WHAT IS REQUIRED:
Exactly and only the lines from the line holding "The image size" to the end of the records should be reproduced. Leave pictures out.

DATA SUPPLIED:
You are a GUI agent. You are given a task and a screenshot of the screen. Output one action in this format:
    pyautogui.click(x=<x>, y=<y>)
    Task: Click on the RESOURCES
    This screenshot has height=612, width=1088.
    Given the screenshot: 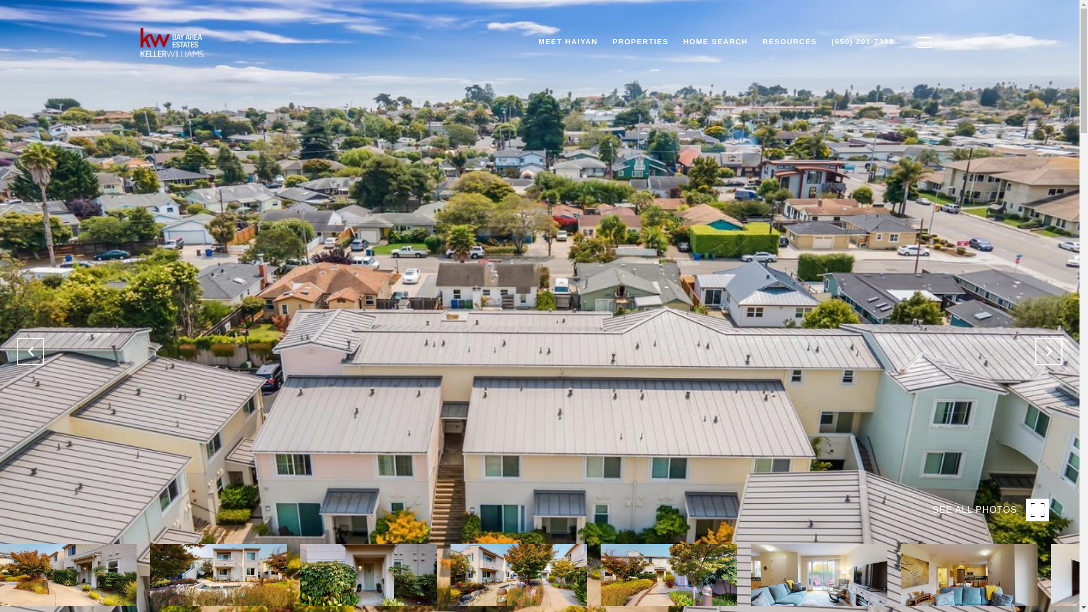 What is the action you would take?
    pyautogui.click(x=790, y=42)
    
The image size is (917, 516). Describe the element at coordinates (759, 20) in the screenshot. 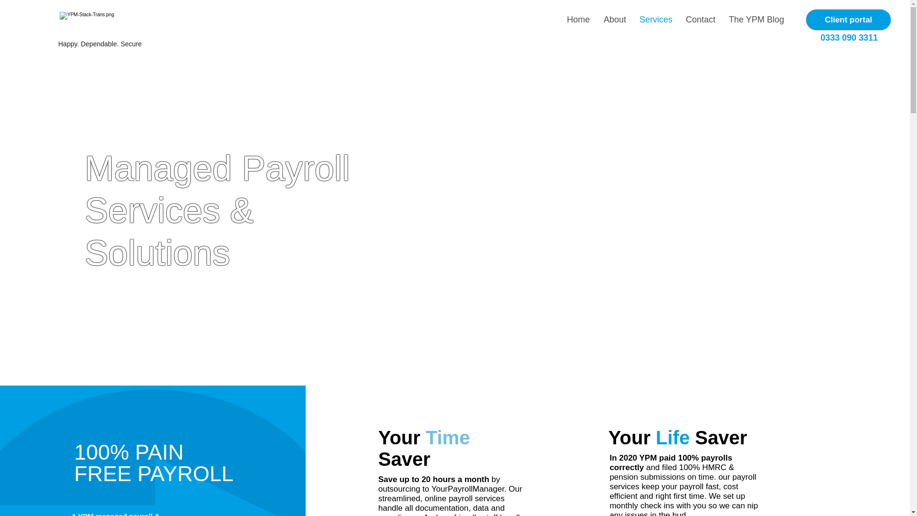

I see `The YPM Blog` at that location.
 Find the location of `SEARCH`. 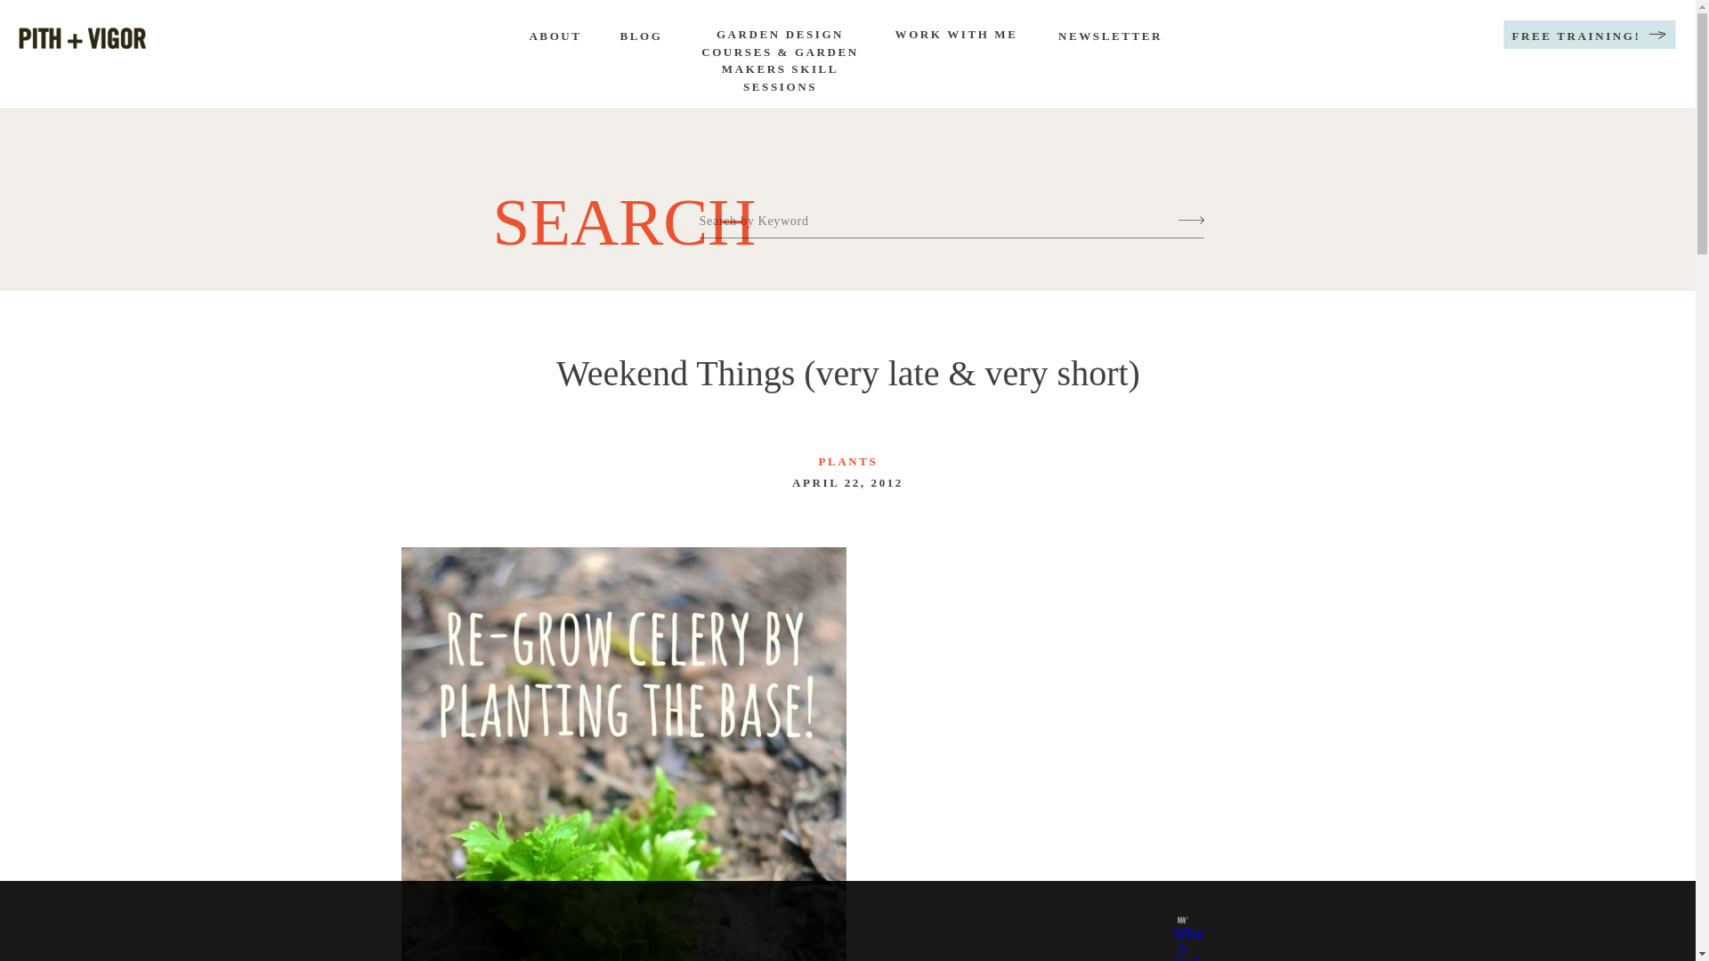

SEARCH is located at coordinates (605, 211).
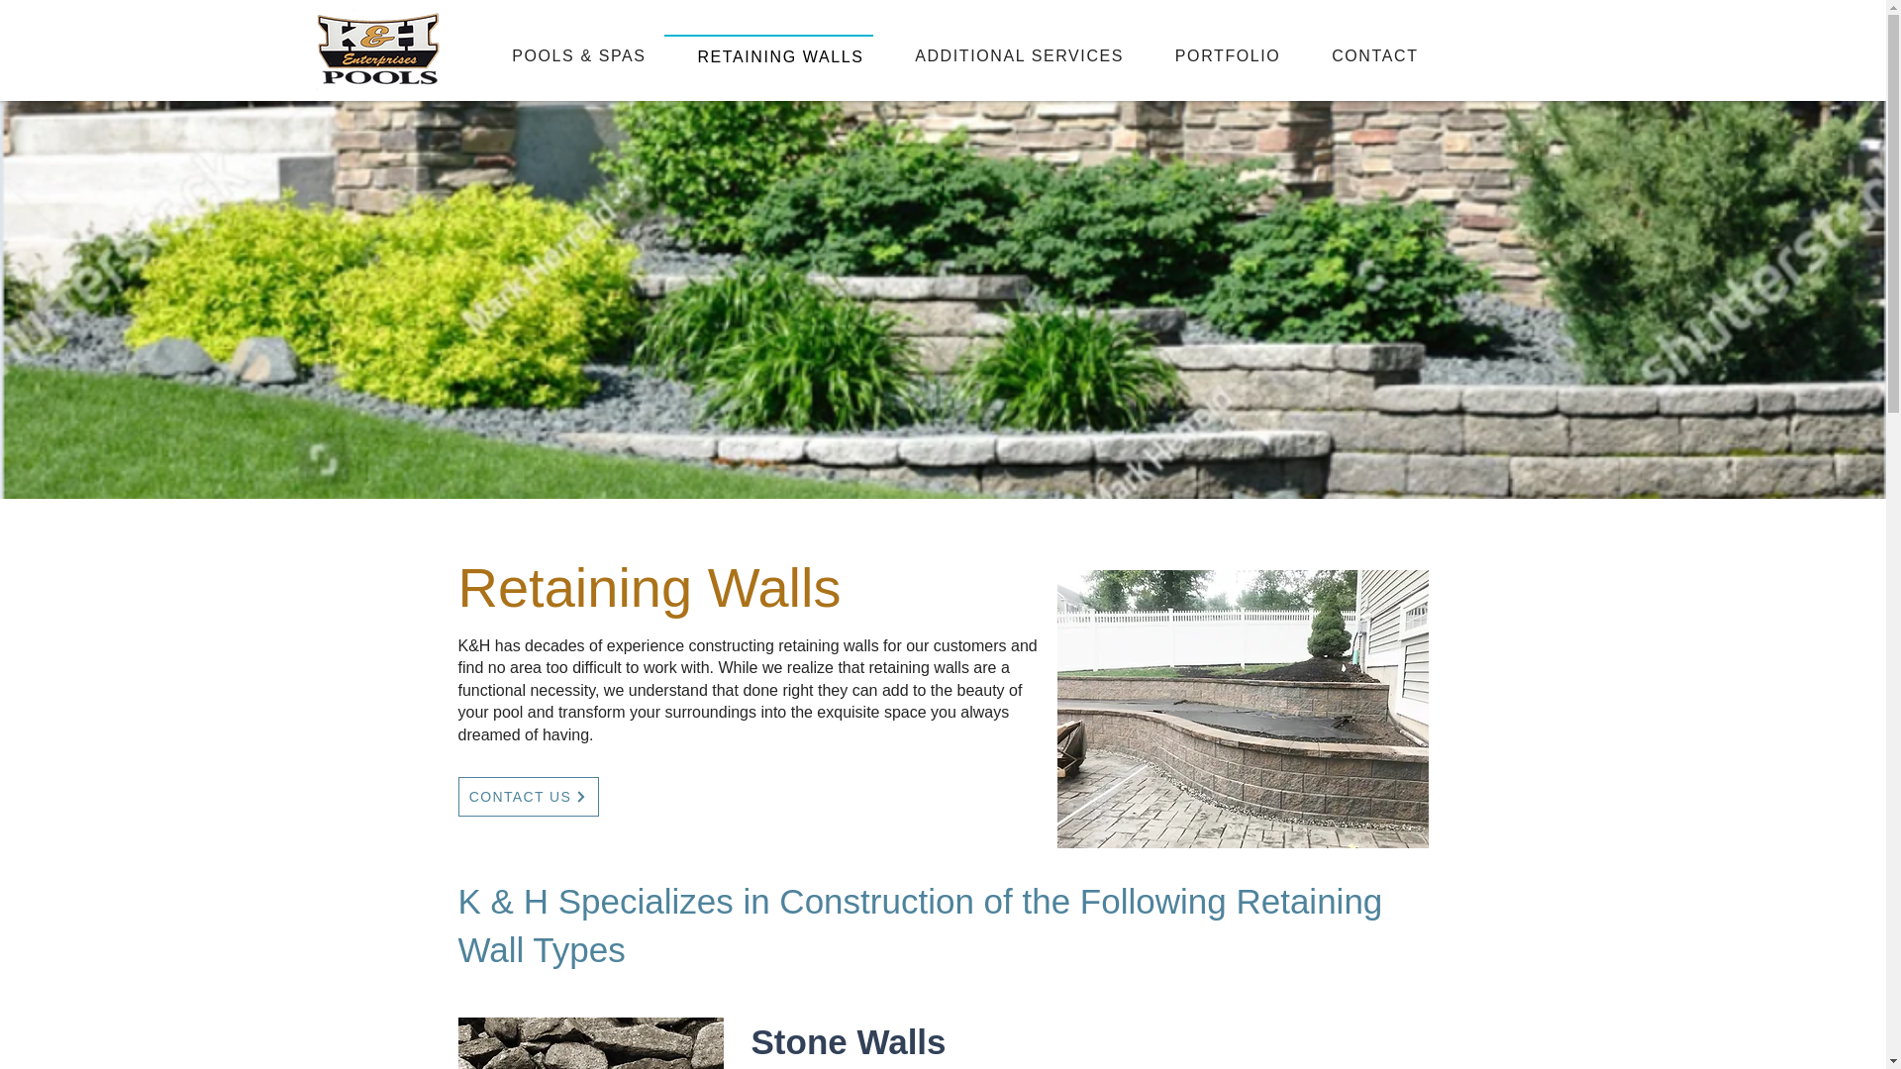 The width and height of the screenshot is (1901, 1069). Describe the element at coordinates (1216, 55) in the screenshot. I see `PORTFOLIO` at that location.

ANSWER:
The image size is (917, 516). Describe the element at coordinates (759, 20) in the screenshot. 

I see `The YPM Blog` at that location.
 Find the location of `SEARCH`. 

SEARCH is located at coordinates (605, 211).
 The width and height of the screenshot is (1901, 1069). Describe the element at coordinates (1216, 55) in the screenshot. I see `PORTFOLIO` at that location.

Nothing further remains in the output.